I have vim open inside tmux inside an ssh session. How can I make vim use my laptop's system clipboard as the default copy paste? The default set clipboard=unamed
isn't working. Both systems are Ubuntu in case that matters.
In newer versions of tmux, you can tell tmux to handle interactions with the clipboard for you. See set-clipboard tmux option. on — tmux will create an inner buffer and attempt to set the terminal clipboard using OSC 52. external — do not create a buffer, but still attempt to set the terminal clipboard.
So far we covered only local scenarios. When you SSH to remote machine, and start tmux sessions there, you cannot make use of pbcopy, xclip or xsel, because text will be stored in the remote machine’s clipboard, not in your local one. You need some way to transport copied text to your local machine’s clipboard.
The idea is to hook into various tmux commands, that manage to copy text while in copy mode. copy-selection-and-cancel and copy-end-of-line are special tmux commands which tmux understand when pane is in copy mode. There are two flavors of copy command: copy-selection and copy-pipe.
If you’re using iTerm, try to execute following command, and then “ ⌘V ” to see contents of system clipboard. Make sure to turn on OSC 52 escape sequence handling: “Preferences -> General -> Applications in terminal may access clipboard”.
Clipboard integration feature (PASTE64/OSC52) is helpful if your terminal emulator supports it. For example, iTerm2 supports it (I am not sure about Ubuntu).
Add this function to your "remote" .vimrc
.
yank something and run :OscCopy
. It works even it is inside tmux session.
function! OscCopy()
let encodedText=@"
let encodedText=substitute(encodedText, '\', '\\\\', "g")

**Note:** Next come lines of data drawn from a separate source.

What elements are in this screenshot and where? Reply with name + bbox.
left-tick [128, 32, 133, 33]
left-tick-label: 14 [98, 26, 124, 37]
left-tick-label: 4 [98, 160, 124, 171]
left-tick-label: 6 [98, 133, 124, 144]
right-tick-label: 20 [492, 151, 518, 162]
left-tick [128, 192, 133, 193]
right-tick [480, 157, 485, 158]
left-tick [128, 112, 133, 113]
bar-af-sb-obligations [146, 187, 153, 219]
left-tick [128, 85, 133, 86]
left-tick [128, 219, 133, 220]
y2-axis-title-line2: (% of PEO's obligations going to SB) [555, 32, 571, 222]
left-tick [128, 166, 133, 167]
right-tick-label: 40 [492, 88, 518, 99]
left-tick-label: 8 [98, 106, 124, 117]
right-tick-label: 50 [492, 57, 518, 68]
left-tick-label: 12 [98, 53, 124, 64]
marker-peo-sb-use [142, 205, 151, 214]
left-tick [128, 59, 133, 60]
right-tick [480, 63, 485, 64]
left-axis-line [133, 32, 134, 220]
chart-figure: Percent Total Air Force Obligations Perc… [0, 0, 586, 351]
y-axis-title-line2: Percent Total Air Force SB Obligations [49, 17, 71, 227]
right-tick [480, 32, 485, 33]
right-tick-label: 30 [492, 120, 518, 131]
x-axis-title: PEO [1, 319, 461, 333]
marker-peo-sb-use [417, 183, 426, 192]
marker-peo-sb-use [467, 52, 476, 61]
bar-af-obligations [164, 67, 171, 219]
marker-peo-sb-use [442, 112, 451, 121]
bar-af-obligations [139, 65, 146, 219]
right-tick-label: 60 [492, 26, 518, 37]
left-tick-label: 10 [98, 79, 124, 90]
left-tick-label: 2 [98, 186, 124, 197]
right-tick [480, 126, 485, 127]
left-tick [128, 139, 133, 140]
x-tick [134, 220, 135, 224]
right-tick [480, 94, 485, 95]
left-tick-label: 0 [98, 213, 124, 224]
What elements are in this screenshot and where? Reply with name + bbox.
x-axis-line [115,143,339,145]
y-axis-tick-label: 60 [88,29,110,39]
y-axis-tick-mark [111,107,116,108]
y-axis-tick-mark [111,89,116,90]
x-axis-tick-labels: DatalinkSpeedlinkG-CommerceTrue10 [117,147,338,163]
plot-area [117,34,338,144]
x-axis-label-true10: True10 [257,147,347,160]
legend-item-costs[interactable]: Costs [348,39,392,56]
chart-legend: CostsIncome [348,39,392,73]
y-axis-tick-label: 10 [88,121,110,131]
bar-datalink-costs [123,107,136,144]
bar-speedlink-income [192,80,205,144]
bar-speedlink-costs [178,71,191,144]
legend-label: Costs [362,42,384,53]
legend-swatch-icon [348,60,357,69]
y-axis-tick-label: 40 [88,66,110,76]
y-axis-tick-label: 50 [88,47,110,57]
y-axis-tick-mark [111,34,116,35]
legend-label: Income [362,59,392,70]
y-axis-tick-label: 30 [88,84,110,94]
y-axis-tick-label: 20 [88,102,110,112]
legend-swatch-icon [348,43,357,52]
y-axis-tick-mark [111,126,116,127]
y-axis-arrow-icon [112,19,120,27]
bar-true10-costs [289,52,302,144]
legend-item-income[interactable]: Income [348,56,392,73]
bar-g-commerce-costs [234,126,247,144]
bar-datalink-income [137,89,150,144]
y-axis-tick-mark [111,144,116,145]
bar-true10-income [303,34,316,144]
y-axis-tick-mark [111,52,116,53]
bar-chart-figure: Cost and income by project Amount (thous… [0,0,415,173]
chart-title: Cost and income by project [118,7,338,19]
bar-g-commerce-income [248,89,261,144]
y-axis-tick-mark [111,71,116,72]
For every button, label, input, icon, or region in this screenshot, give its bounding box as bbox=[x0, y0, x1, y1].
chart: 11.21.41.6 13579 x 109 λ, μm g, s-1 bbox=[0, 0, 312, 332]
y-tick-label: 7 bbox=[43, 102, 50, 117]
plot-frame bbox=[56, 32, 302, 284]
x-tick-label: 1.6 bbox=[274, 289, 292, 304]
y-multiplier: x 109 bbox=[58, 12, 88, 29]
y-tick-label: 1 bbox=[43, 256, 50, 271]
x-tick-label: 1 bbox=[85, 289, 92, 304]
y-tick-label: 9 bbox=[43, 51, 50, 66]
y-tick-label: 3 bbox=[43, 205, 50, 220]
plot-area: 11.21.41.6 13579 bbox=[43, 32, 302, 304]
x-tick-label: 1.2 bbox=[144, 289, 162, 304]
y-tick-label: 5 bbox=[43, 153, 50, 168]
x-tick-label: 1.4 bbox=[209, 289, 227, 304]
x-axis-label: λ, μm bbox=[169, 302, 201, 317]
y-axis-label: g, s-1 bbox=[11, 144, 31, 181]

let encodedText=substitute(encodedText, "'", "'\\\\''", "g")
let executeCmd="echo -n '".encodedText."' | base64 | tr -d '\\n'"
let encodedText=system(executeCmd)
if $TMUX != ""
"tmux
let executeCmd='echo -en "\x1bPtmux;\x1b\x1b]52;;'.encodedText.'\x1b\x1b\\\\\x1b\\" > /dev/tty'
else
let executeCmd='echo -en "\x1b]52;;'.encodedText.'\x1b\\" > /dev/tty'
endif
call system(executeCmd)
redraw!
endfunction
command! OscCopy :call OscCopy()
gist
You need to do two things.
On your remote system, install a clipboard-aware Vim (and the X dependencies needed for clipboard support):
$ sudo apt-get install vim-gtk
On your local system, start your ssh session with X11 forwarding enabled:
$ ssh -X user@hostname
See $ man ssh
for the security implications of X11 forwarding.